Among the poems we heard last night which I found most memorable are three about people with dementia. In one, the poet describes taking his father, who had the condition, for a poignant walk beside the River Clyde; in another an elderly man with dementia stumbles across Hyde Bridge in Sligo, followed by someone whose face was a duplicate, only decades younger, an anxious face and troubled; in the third a woman reflects sadly on her husband’s decline into dementia – so strong their passion had been that were sure it would endure lifetime-long. ‘I would never have hoped to meet the end of love,’ she says poignantly.


And the other poem which touched me was very simple – the poet is walking at the bottom of Sauchiehall Street in Glasgow when he sees a woman standing still, looking up at the blue, blue sky above the city. He too stops , looks up and is stilled. Then the woman and he exchange a ‘hi’ and he walks on. So simple, so profound. A reminder to stop, to look up, to take time to play. An example of Charlie’s skill at taking an experience, containing it, distilling it, universalising it.’
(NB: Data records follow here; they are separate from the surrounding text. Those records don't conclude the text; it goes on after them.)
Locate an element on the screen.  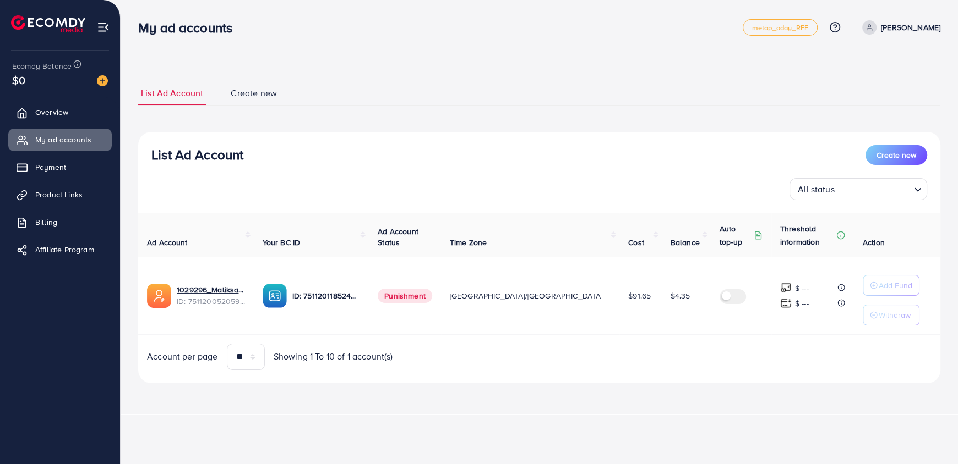
span: Showing 1 To 10 of 1 account(s) is located at coordinates (333, 357).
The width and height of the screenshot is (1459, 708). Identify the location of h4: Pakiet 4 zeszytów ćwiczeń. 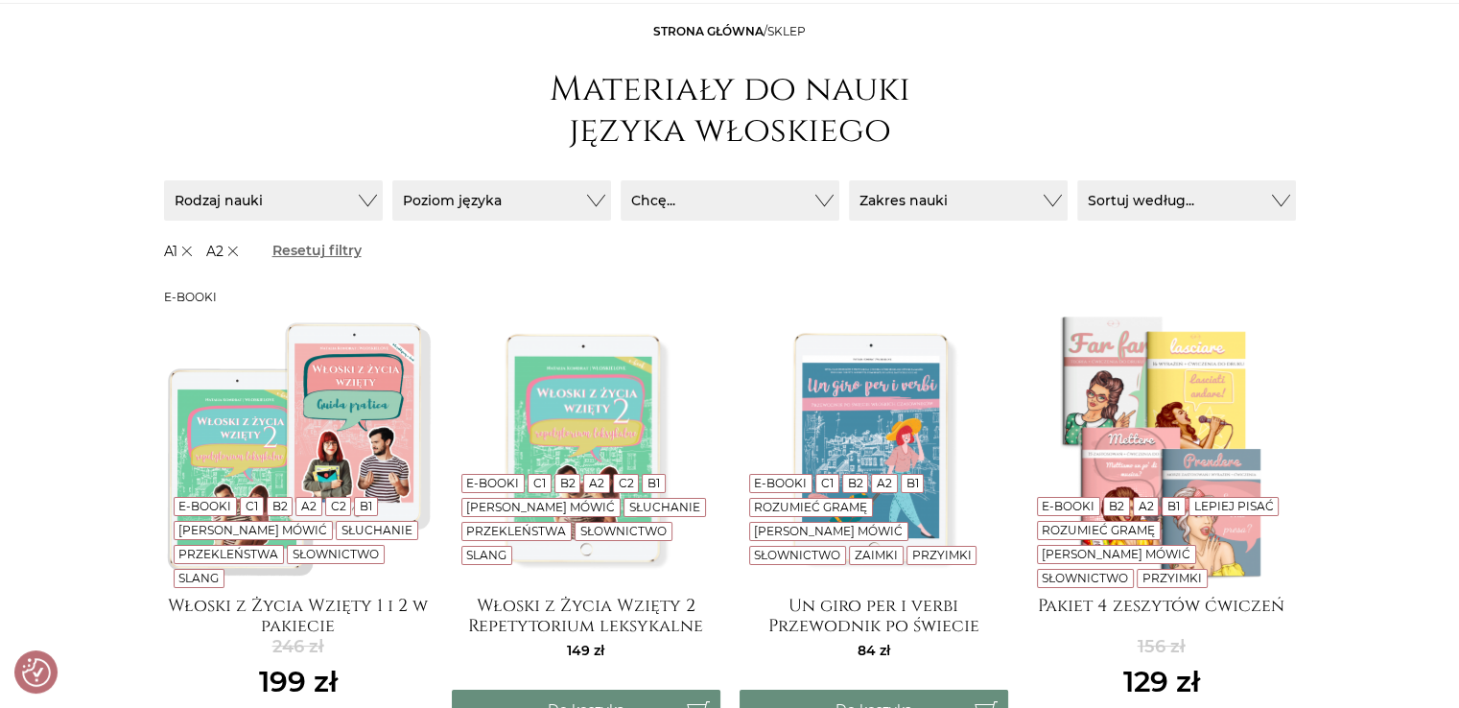
(1162, 615).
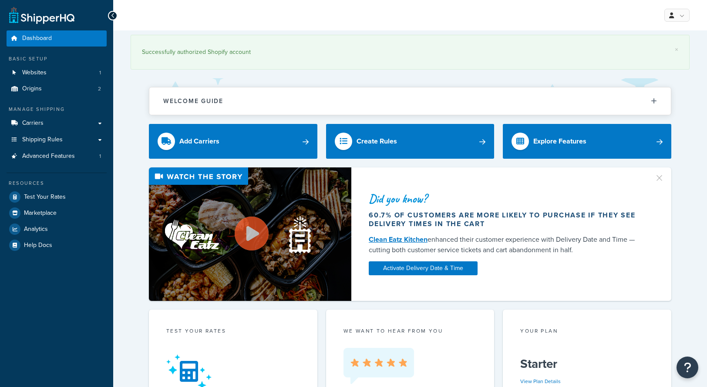 The height and width of the screenshot is (387, 707). I want to click on h5: Starter, so click(586, 364).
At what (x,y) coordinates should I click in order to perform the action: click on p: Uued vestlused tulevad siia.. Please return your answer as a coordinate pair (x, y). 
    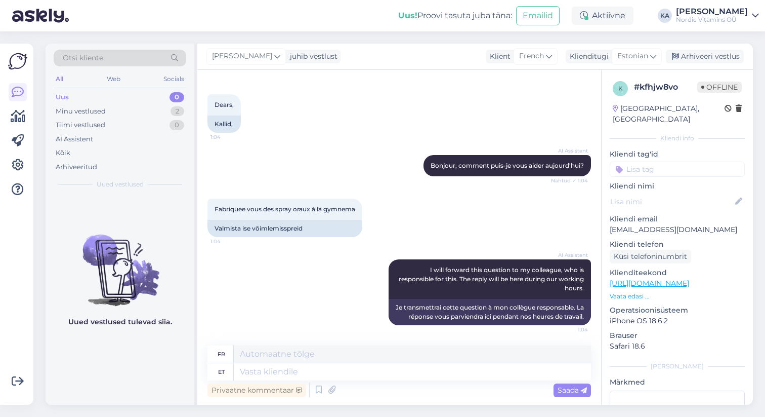
    Looking at the image, I should click on (120, 321).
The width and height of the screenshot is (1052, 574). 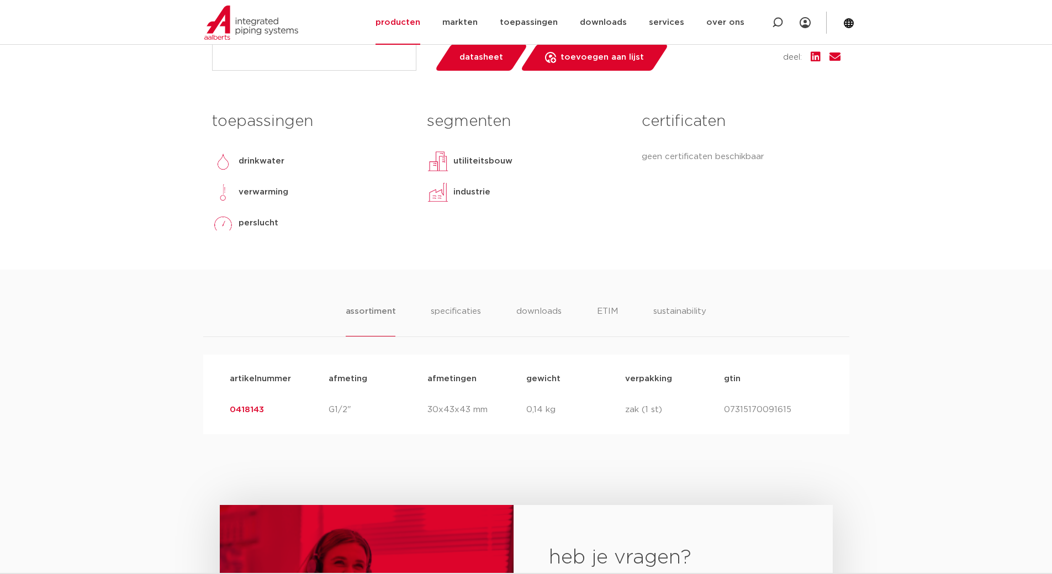 What do you see at coordinates (438, 161) in the screenshot?
I see `img: utiliteitsbouw` at bounding box center [438, 161].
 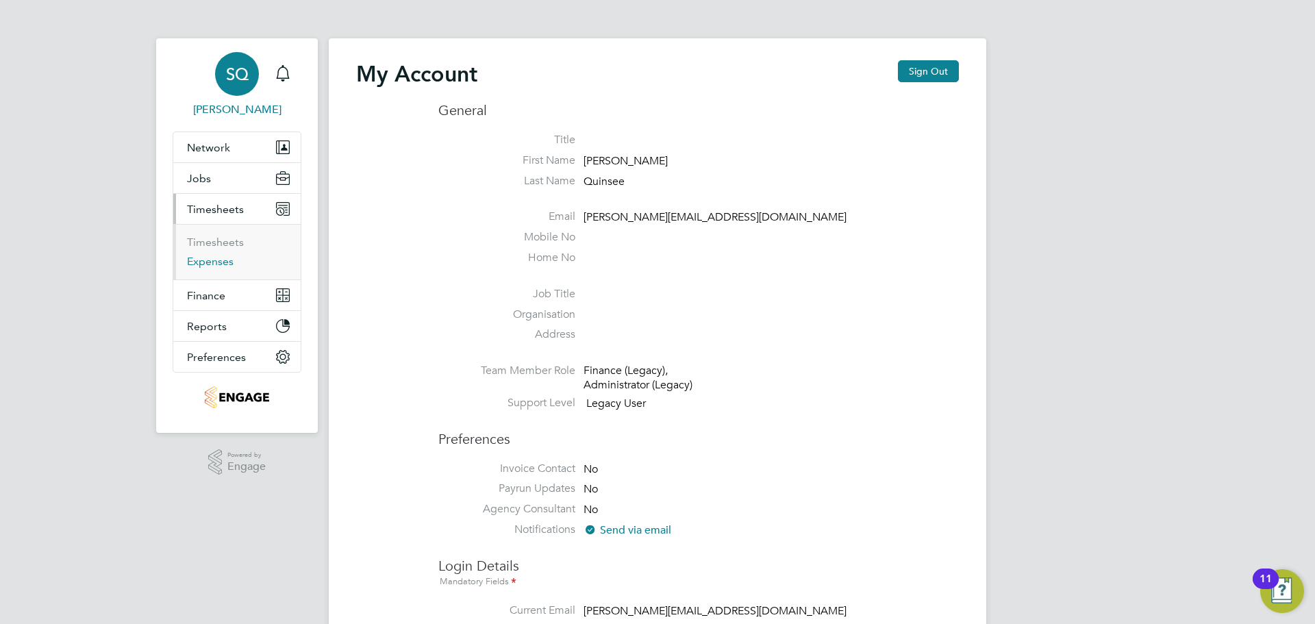 I want to click on h3: General, so click(x=699, y=110).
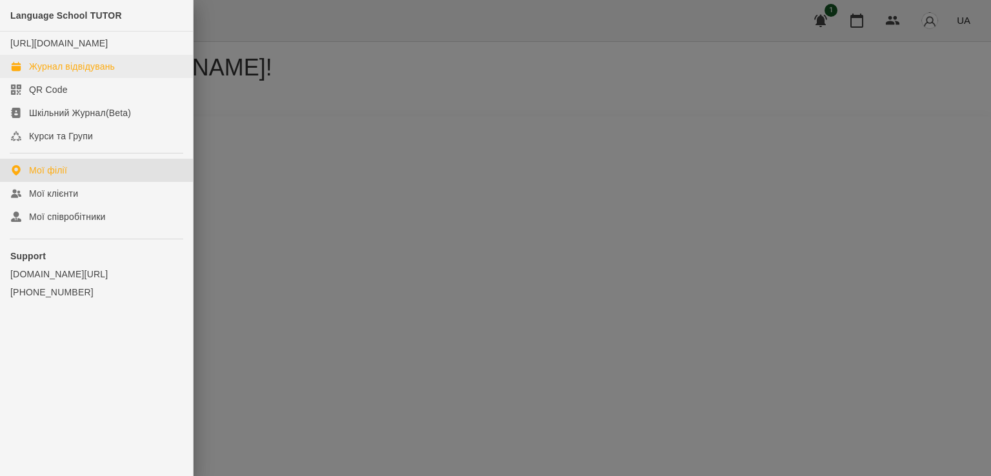 The image size is (991, 476). I want to click on div: Журнал відвідувань, so click(72, 66).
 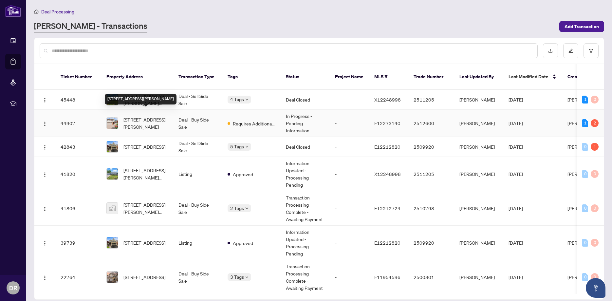 What do you see at coordinates (237, 277) in the screenshot?
I see `span: 3 Tags` at bounding box center [237, 277].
Charlie is working on several pieces of writing which we hope will see the light of day in due course. He read us some ‘headings’ from one work in progress centring on childhood memories, and of course Ireland. He finished with one anecdote showing how his Roman Catholic father could separate strong political feelings on the one hand with his attentiveness to individuals on the other.


He and his dad were on the boat to Northern Ireland at the height of the Troubles, not long after Bloody Sunday in 1972. His dad often raged at the injustices visited on the Catholic community.

The boy went to the Gents to take a pee. He found himself side-be-side at the urinal with a burly British soldier in uniform. When Charlie went to wash his hands he saw there was a weapon lying on the worktop. His eyes widened. And then the voice boomed out beside him


‘Would you like to hold it?’


Slowly, he nodded his head.


The squaddy picked the gun up and placed it in his arms. Young Charlie felt the sheer, unexpected heaviness of it.


And then the toilet door swung open, and his father strode in. Charlie gasped. Now there would be trouble.


But his dad talked affably to the soldier, asked him about his life, about how things were. At that personal level, Charlie’s dad showed no enmity and that example was one Charlie never forgot.


A great evening then – our warm thanks to Charlie Gracie for sharing himself and his work so freely with us.